Ninth Circuit Reverses Denial of Motion to Compel Arbitration

An arbitration provision in an employment agreement clearly delegated the issue of validity to the arbitrator, not the court, the Ninth U.S. Circuit Court of Appeals recently determined, reversing the denial of an employer’s motion to compel arbitration.

Kara Sandler signed an employment agreement with Modernizing Medicine (ModMed) that specified any employment-related disputes “shall be subject to binding arbitration under the Federal Arbitration Act (FAA) in conformity with the procedures of the California Arbitration Act.”

The contract also stated that the arbitration shall be administered by JAMS, whose rules in turn say that an arbitrator must resolve the question of whether the contract itself (including the agreement to arbitrate) is valid and enforceable.

Sandler sued ModMed in federal court. She alleged a variety of state and federal law claims, accusing the employer of discriminating against her on the basis of age and disability.

Relying on the employment agreement, ModMed moved to compel arbitration.

Sandler opposed the motion, arguing that the arbitration agreement was unconscionable. The district court agreed with Sandler and denied ModMed’s motion.

While the district court acknowledged that the arbitration agreement delegated the question of its validity to an arbitrator, the court relied on state court decisions to rule that a contract with a severability clause permitted a court to excise an unconscionable provision, and the delegation clause did not constitute a clear and unmistakable delegation.

Sandler appealed, and the federal appellate panel reversed.

“Who gets to decide the arbitration agreement’s validity - an arbitrator or a court - depends on whether there is ‘clear and unmistakable’ evidence that the parties agreed to delegate the validity question to the arbitrator,” the court wrote. “If there is such evidence, then the arbitrator has the power to resolve that question of ‘arbitrability.’”

That standard was met, the court said.

“The parties clearly and unmistakably agreed to have the arbitrator resolve any challenge to the validity of the arbitration agreement,” the court explained. “The agreement incorporates the JAMS rules, which delegate the question of the agreement’s validity to the arbitrator. That incorporation, we have held, evinces a ‘clear and unmistakable’ intent to delegate.”

The presence of the severability clause did not negate the clear and unmistakable nature of the delegation, the court added.

“Many contracts, including this one, contain a generic severability clause that authorizes a court or other body of competent jurisdiction to sever provisions that are deemed unconscionable or otherwise unenforceable,” the court said. “Two things can be true at once: First, parties can agree that disputes (including disputes over the validity of the arbitration agreement) shall be heard by an arbitrator. Second, the parties can nevertheless agree on a contingency - if a court somehow reaches (as it did here) the enforceability of contractual provisions, the severability clause tries to ensure that any invalidation would be limited.”

Simply put, the severability clause and the delegation clause are not at odds, the court held, and both can be given effect.

This conclusion followed the cardinal principle of contract construction that clauses should be rendered consistent with each other.

The district court’s reliance on state court opinions purporting to apply state law to negate a delegation clause was a legal error, the court added, as whether the parties manifested a clear and unmistakable intent to delegate arbitrability to an arbitrator is a question of federal law.

To read the opinion in Sandler v. Modernizing Medicine, Inc., click .

Why it matters: The district court misapplied federal law and erroneously relied on state court decisions pointing to the existence of a severability clause to refuse to compel arbitration, the Ninth Circuit ruled, reversing and remanding to the district court with instructions to grant the motion to compel and to stay the case pending the completion of arbitration proceedings.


» Problem to work on:
The lines needed are those below that contain the word "with"; copy each one.

.....

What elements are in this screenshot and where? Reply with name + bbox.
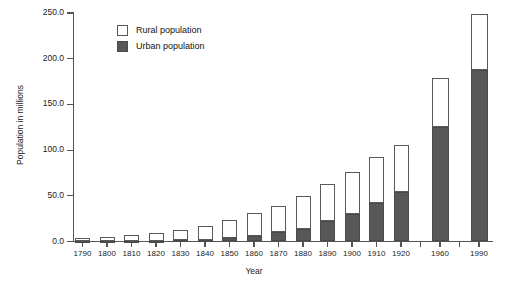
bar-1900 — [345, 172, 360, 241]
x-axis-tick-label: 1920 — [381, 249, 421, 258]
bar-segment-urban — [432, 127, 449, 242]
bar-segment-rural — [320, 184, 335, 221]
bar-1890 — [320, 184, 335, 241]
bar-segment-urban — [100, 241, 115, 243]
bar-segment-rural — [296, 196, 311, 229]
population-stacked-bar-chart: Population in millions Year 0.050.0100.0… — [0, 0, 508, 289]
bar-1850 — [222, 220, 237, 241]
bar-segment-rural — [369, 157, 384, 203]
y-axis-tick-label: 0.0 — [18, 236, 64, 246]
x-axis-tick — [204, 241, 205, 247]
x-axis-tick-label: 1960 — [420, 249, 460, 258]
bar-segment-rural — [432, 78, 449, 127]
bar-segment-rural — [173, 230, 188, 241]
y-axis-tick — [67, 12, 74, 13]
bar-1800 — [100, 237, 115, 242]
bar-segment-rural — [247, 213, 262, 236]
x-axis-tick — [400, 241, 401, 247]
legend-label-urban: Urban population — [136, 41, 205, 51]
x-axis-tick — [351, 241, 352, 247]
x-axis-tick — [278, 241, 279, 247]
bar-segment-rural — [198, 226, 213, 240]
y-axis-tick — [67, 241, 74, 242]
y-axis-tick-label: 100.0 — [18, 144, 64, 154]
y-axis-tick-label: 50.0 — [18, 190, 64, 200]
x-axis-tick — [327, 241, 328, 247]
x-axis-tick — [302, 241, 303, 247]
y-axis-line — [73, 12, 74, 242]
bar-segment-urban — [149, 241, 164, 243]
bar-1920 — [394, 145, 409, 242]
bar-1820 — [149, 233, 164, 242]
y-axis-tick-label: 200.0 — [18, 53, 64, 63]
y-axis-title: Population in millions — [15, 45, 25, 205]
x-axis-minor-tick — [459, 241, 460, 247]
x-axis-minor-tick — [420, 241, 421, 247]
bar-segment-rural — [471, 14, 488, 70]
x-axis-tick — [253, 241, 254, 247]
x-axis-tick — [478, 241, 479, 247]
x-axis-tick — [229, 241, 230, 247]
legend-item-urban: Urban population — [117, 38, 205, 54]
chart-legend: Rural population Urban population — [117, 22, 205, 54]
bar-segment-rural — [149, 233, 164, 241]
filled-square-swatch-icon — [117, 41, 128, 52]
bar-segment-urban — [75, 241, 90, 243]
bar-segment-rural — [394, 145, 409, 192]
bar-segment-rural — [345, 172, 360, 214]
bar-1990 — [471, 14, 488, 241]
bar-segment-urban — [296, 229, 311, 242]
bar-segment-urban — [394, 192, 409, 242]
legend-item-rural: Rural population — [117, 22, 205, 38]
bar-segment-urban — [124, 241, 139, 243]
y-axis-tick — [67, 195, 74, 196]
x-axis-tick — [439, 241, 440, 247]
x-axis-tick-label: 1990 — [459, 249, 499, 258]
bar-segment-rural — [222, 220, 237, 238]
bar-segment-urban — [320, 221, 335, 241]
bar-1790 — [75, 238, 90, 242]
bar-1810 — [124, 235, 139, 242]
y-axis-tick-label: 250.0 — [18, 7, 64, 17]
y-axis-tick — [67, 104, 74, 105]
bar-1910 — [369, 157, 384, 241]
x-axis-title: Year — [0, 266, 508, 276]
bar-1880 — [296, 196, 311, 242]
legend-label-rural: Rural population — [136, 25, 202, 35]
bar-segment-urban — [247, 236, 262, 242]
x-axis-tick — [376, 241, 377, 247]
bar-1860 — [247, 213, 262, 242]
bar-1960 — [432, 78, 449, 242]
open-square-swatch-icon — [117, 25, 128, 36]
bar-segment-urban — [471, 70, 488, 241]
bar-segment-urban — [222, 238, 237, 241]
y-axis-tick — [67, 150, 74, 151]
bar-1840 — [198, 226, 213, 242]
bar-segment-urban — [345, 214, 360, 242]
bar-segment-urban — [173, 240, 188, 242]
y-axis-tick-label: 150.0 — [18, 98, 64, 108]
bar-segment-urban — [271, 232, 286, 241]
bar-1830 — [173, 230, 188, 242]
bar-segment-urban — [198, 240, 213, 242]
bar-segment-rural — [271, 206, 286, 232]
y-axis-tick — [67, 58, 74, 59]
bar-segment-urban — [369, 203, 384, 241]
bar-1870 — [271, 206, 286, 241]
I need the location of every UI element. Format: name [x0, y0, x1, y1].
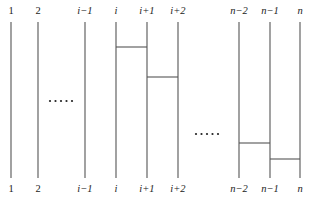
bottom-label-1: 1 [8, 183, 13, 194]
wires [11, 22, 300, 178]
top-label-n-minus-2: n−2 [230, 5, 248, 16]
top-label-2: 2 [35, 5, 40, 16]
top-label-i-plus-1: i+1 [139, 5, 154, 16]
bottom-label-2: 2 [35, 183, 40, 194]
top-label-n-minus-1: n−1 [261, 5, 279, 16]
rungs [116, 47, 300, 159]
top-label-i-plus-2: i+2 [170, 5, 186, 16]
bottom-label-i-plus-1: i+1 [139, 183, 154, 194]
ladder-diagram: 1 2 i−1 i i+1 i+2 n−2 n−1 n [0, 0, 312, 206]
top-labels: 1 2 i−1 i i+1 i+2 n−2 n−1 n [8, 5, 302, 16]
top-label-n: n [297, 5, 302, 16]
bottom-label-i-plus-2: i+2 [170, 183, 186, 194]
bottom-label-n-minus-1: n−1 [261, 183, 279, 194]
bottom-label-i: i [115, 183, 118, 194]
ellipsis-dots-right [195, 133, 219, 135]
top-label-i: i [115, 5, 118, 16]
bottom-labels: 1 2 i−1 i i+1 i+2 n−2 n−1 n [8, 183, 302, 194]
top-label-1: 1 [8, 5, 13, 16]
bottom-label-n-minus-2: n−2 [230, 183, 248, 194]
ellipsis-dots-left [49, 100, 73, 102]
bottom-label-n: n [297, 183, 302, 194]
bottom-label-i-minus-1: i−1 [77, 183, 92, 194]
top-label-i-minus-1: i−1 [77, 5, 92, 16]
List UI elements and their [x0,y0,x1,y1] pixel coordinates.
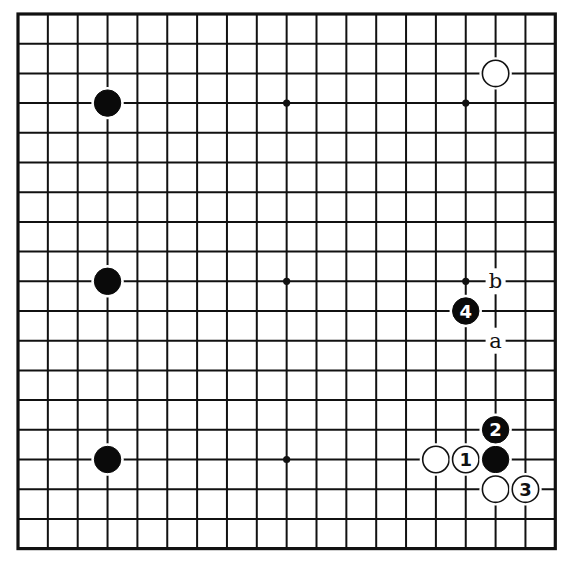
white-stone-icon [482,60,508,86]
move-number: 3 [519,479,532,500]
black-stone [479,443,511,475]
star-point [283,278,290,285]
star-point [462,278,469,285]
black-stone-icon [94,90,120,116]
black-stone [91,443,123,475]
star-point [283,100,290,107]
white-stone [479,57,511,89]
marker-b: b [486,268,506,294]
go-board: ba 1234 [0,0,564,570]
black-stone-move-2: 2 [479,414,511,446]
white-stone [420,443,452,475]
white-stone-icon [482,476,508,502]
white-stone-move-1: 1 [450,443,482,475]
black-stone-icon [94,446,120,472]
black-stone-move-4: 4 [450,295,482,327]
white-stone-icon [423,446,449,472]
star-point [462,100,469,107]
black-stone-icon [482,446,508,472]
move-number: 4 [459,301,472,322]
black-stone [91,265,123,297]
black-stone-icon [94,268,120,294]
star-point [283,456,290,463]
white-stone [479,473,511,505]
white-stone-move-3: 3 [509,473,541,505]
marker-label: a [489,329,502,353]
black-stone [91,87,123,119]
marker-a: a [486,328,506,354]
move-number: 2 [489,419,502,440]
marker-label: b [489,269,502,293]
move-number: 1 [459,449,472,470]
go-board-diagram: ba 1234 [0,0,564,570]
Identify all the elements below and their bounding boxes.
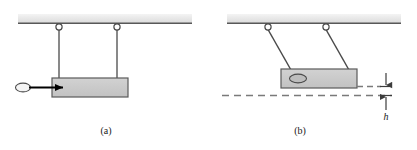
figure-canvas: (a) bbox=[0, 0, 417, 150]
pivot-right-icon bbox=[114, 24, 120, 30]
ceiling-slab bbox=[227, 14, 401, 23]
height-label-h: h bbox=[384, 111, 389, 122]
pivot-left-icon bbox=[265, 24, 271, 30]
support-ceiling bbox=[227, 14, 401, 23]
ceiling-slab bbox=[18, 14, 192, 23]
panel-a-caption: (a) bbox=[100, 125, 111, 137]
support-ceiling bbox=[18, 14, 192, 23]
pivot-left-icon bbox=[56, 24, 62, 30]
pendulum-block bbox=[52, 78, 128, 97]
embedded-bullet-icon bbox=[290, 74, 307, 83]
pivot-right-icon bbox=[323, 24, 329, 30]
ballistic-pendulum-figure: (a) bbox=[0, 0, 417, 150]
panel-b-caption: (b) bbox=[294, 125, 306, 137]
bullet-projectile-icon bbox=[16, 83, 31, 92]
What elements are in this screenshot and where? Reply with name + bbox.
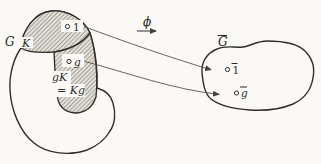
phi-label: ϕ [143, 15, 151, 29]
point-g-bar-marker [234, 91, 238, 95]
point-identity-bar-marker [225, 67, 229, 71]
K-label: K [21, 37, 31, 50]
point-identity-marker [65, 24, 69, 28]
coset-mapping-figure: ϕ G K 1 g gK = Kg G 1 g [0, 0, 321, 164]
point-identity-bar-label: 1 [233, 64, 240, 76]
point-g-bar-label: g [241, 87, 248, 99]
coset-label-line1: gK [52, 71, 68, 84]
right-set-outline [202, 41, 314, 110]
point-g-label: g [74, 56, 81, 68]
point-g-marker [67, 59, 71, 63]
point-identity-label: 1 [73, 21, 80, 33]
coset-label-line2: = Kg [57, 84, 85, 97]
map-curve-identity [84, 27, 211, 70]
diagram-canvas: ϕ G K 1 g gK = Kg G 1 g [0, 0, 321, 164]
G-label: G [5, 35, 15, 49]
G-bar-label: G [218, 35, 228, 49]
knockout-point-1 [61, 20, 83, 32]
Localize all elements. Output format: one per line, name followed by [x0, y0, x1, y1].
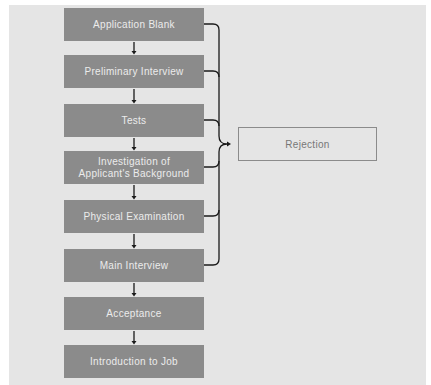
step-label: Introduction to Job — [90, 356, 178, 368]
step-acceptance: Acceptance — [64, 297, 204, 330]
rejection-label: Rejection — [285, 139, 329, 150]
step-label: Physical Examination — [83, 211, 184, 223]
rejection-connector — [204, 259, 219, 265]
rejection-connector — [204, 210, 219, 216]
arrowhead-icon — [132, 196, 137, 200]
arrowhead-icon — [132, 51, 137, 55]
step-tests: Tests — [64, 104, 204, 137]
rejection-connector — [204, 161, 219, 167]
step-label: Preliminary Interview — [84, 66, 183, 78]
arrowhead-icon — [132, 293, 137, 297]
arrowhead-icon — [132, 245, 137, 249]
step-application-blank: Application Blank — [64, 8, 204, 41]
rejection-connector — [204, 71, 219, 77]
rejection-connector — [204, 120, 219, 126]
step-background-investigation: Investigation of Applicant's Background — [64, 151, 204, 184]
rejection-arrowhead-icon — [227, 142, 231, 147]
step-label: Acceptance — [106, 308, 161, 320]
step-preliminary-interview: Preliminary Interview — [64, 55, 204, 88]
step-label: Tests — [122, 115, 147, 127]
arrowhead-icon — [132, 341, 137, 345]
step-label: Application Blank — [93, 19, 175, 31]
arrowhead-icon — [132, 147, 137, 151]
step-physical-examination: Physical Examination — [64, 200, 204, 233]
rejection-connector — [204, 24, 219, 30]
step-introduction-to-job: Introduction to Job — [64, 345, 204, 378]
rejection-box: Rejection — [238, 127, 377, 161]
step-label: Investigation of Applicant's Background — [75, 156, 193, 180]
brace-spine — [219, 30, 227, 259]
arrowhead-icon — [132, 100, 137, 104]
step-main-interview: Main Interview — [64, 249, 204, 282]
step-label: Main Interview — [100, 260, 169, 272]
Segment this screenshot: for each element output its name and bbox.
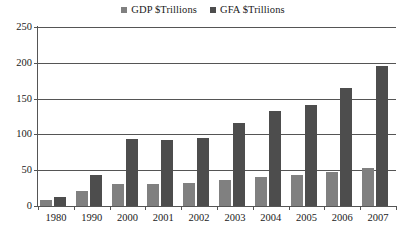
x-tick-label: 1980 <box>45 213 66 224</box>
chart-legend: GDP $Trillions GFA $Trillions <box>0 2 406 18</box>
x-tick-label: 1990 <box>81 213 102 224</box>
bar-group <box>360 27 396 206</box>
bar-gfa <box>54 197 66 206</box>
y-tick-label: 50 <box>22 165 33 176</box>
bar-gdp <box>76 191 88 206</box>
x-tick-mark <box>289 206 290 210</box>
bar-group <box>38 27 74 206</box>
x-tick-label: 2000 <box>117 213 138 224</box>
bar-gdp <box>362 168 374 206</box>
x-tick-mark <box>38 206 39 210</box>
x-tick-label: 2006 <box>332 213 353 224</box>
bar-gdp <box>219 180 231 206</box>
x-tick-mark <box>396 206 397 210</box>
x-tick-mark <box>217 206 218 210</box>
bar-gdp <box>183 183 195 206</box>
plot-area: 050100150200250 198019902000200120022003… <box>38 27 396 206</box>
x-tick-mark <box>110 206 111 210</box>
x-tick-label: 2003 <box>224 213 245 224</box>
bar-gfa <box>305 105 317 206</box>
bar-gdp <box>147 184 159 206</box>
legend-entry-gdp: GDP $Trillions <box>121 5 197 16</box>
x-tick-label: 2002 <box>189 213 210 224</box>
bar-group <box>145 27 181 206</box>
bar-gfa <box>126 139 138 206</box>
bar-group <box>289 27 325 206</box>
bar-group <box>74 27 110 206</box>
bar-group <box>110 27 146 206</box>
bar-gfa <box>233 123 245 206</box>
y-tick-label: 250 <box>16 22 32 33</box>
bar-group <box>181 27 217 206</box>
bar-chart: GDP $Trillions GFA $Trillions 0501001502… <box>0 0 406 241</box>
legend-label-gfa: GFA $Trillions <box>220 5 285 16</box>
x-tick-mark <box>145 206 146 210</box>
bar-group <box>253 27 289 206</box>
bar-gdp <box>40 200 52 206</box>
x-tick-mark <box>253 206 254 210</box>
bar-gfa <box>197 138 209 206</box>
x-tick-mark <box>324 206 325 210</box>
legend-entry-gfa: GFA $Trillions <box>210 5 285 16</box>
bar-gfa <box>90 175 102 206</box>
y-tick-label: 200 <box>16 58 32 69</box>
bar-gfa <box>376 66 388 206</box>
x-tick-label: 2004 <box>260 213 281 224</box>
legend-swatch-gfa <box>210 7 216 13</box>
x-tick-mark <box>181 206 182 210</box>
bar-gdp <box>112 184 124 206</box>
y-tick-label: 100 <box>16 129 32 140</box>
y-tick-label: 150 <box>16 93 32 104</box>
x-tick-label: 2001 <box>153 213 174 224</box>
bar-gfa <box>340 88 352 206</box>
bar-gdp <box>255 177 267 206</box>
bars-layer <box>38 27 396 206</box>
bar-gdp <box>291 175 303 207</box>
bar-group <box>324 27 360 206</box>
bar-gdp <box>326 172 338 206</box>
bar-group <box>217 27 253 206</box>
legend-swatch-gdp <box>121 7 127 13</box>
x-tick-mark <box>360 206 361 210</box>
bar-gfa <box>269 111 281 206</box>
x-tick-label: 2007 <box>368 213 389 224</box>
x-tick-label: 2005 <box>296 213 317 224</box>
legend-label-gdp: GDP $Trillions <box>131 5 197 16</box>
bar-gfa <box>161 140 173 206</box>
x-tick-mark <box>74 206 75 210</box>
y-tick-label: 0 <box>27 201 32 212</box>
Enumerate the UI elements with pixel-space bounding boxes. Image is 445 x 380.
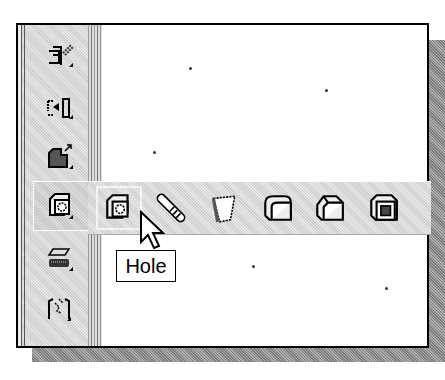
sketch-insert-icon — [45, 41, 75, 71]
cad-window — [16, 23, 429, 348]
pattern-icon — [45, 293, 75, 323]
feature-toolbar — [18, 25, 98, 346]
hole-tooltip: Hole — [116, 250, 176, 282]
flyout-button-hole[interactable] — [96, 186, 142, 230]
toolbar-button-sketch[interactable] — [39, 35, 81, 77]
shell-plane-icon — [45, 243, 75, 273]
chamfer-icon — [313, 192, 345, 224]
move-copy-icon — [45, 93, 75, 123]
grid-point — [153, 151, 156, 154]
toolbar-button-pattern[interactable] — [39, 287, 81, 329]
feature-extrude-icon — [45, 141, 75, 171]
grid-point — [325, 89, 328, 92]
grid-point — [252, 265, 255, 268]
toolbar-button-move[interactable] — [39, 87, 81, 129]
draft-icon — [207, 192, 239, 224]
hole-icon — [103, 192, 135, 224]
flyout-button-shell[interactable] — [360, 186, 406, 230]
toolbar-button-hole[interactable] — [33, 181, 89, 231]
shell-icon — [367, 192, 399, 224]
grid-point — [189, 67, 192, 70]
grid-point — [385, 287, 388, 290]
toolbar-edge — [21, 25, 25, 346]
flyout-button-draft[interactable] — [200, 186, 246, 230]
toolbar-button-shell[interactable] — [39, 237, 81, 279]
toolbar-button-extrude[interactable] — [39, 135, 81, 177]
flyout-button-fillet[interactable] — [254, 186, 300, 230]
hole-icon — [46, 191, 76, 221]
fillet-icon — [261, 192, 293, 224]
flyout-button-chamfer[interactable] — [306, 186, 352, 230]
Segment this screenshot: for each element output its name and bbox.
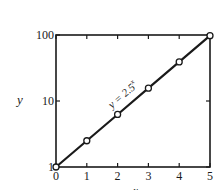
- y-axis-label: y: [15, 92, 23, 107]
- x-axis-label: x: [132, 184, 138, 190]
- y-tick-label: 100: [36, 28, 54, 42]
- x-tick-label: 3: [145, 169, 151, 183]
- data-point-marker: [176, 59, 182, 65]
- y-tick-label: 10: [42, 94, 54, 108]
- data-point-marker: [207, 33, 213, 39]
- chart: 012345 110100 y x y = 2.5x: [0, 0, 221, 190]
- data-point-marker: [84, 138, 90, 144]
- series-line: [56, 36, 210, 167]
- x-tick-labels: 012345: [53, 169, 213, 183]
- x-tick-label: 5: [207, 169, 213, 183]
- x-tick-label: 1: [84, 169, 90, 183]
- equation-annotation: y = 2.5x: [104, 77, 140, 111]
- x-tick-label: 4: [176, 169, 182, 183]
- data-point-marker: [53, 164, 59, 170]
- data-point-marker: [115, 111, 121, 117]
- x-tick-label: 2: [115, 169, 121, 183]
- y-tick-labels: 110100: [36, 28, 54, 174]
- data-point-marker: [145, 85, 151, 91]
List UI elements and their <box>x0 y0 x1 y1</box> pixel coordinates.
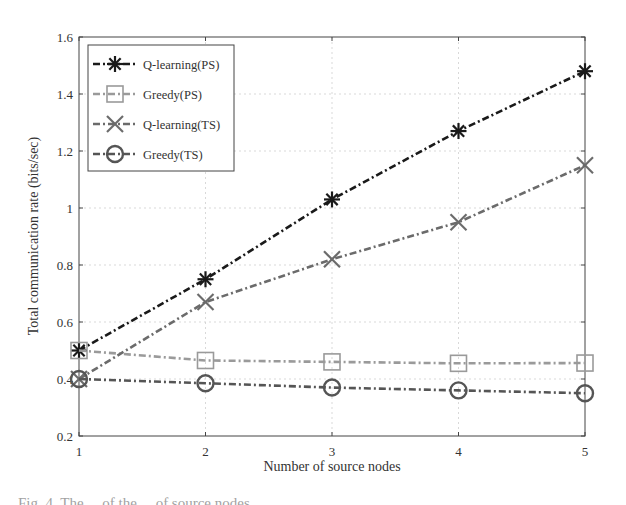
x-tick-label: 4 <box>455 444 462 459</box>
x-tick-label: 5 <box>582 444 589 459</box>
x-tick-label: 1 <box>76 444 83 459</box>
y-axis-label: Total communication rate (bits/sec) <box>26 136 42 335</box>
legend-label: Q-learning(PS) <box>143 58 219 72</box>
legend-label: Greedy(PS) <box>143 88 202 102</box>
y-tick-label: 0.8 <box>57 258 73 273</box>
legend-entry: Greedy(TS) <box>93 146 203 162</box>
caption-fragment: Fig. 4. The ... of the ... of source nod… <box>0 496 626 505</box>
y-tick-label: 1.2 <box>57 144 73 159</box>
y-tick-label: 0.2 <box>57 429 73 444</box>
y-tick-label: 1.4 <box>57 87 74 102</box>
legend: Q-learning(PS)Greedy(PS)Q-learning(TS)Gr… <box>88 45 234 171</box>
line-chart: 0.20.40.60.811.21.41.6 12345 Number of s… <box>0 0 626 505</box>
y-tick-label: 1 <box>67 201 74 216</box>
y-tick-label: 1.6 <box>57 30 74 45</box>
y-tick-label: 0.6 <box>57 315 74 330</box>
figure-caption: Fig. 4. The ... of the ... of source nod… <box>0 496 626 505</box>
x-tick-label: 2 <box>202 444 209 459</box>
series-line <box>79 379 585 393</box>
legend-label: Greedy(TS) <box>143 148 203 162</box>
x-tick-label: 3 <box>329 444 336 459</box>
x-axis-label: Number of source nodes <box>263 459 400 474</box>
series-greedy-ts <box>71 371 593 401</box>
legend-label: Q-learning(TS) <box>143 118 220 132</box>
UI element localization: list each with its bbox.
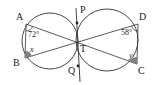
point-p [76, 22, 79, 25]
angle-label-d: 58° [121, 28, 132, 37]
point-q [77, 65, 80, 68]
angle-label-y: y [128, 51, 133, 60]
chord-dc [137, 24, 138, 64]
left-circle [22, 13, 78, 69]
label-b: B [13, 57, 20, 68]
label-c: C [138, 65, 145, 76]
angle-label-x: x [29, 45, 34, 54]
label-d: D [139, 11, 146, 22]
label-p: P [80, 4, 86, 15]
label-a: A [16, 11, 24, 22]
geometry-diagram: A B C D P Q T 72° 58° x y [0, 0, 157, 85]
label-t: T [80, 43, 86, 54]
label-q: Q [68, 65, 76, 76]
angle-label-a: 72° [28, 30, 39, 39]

.....

» Response area:
What elements are in this screenshot and where? Reply with name + bbox.
What elements are in this screenshot and where? Reply with name + bbox.
Enumerate the UI elements with pixel-space bounding boxes. Image is 445 x 380.
UI element localization: list each with its bbox.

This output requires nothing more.